┌────────

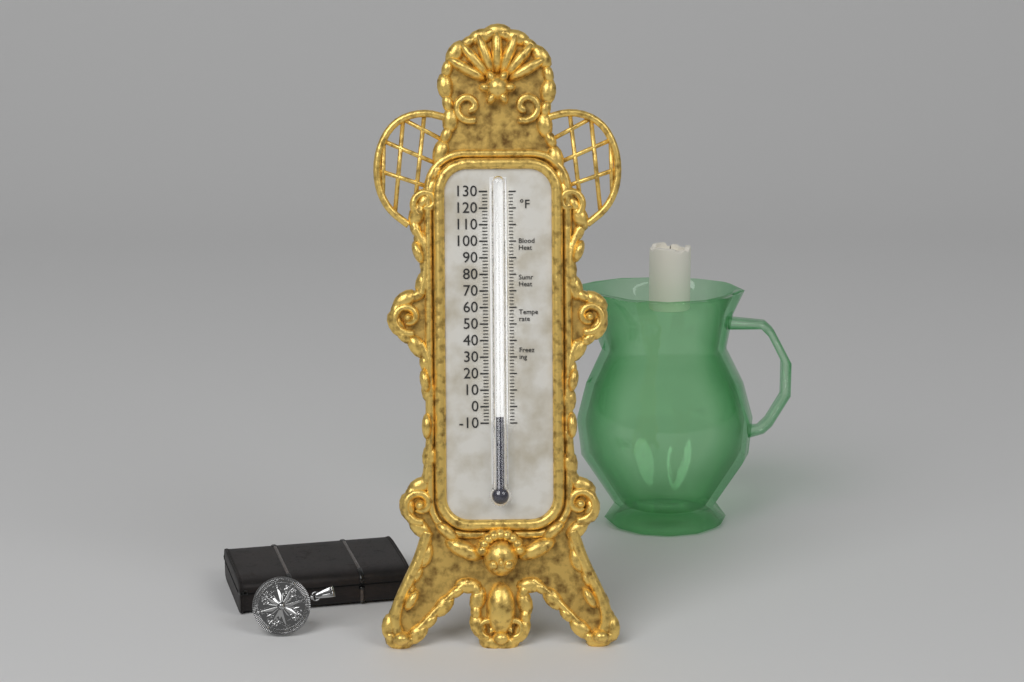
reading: -6 °F
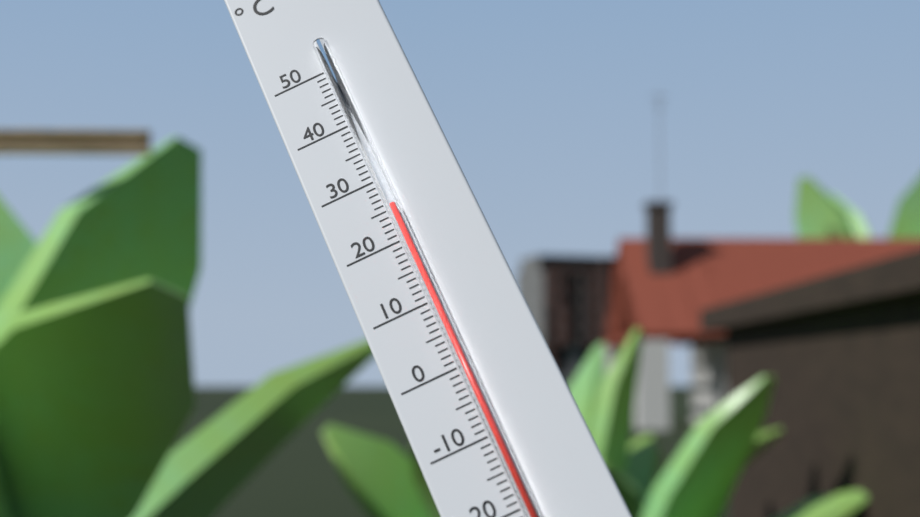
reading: 25 °C
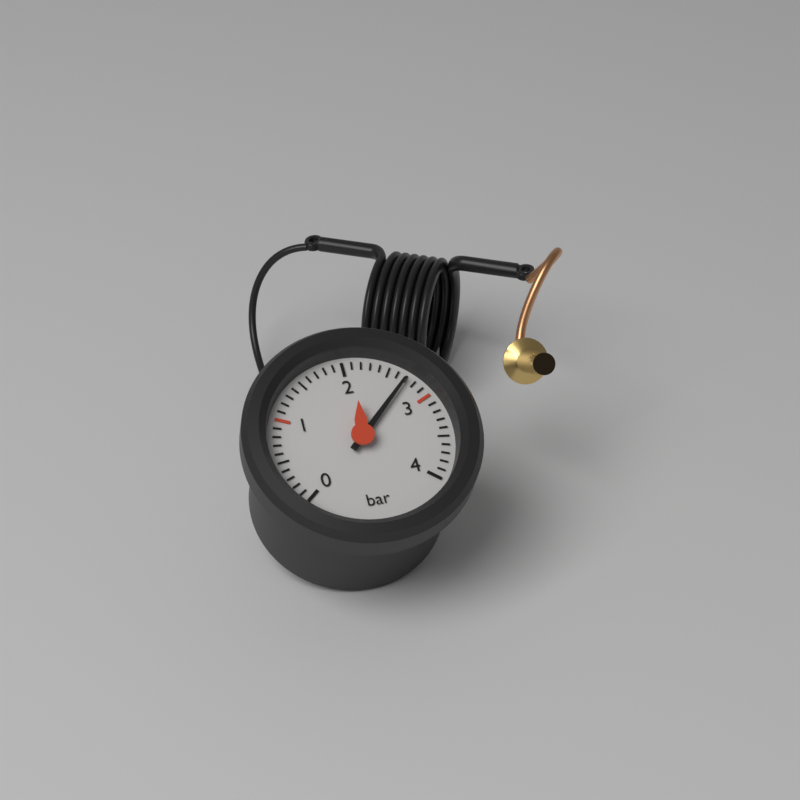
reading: 2.7 bar
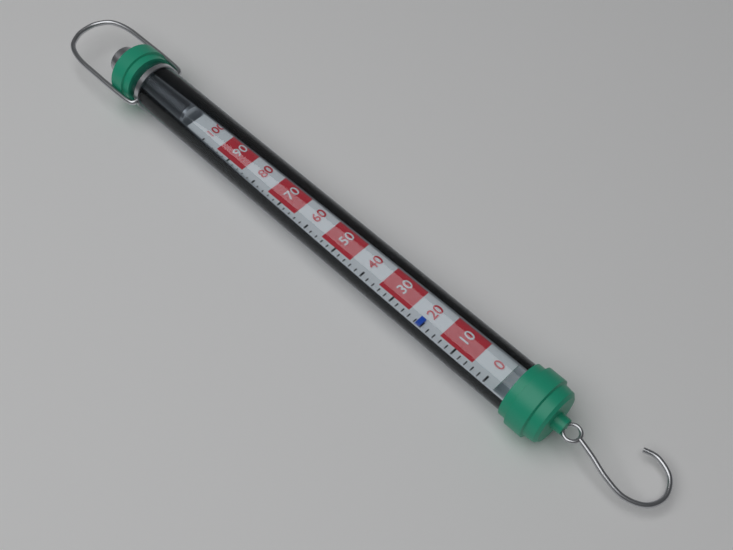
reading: 20 (no unit)
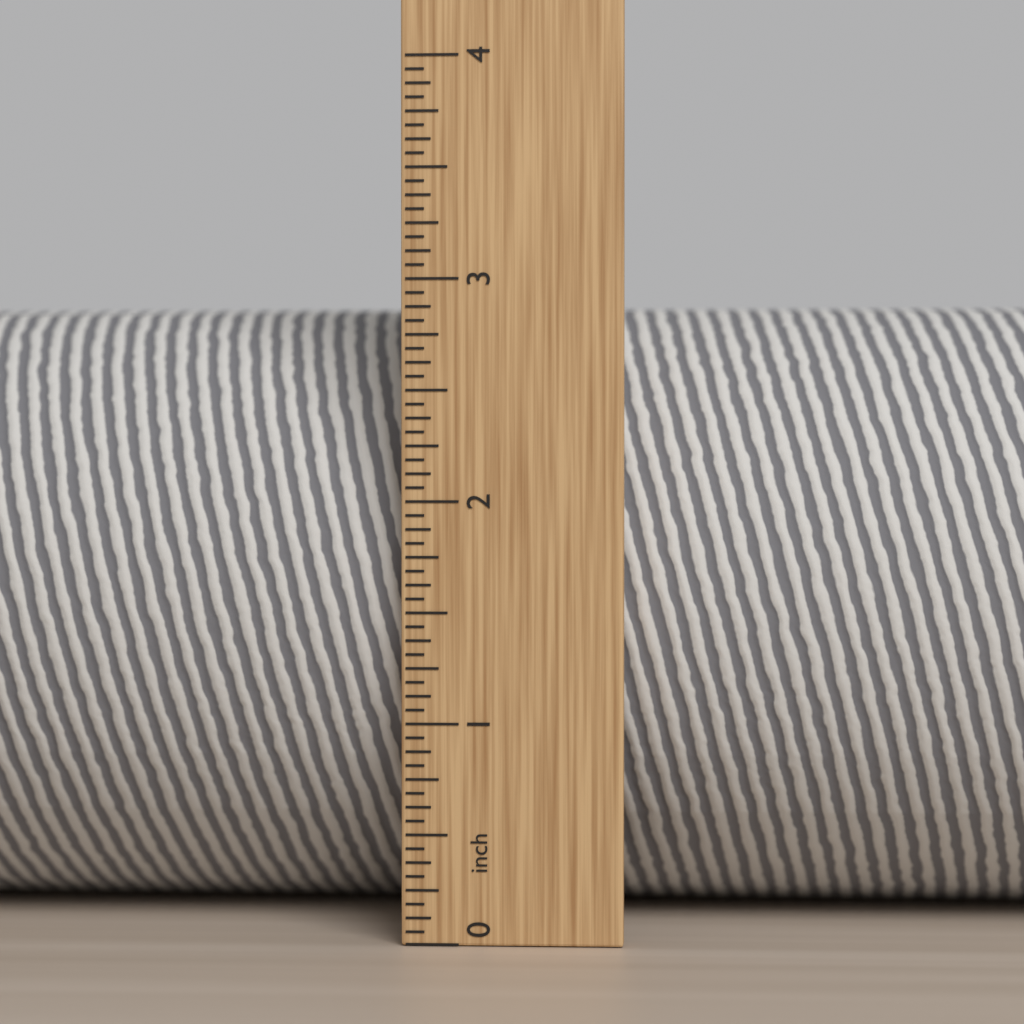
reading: 2.9375 in
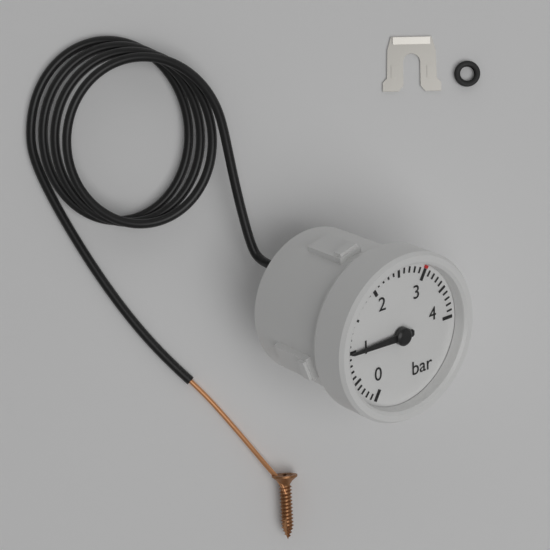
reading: 1.0 bar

└────────

* [EXERCISE GOAL] Nothing but an exact transcription of the material, without pictures, should be returned.

* [EXERCISE RESPONSE]
reading: -6 °F
reading: 25 °C
reading: 2.7 bar
reading: 20 (no unit)
reading: 2.9375 in
reading: 1.0 bar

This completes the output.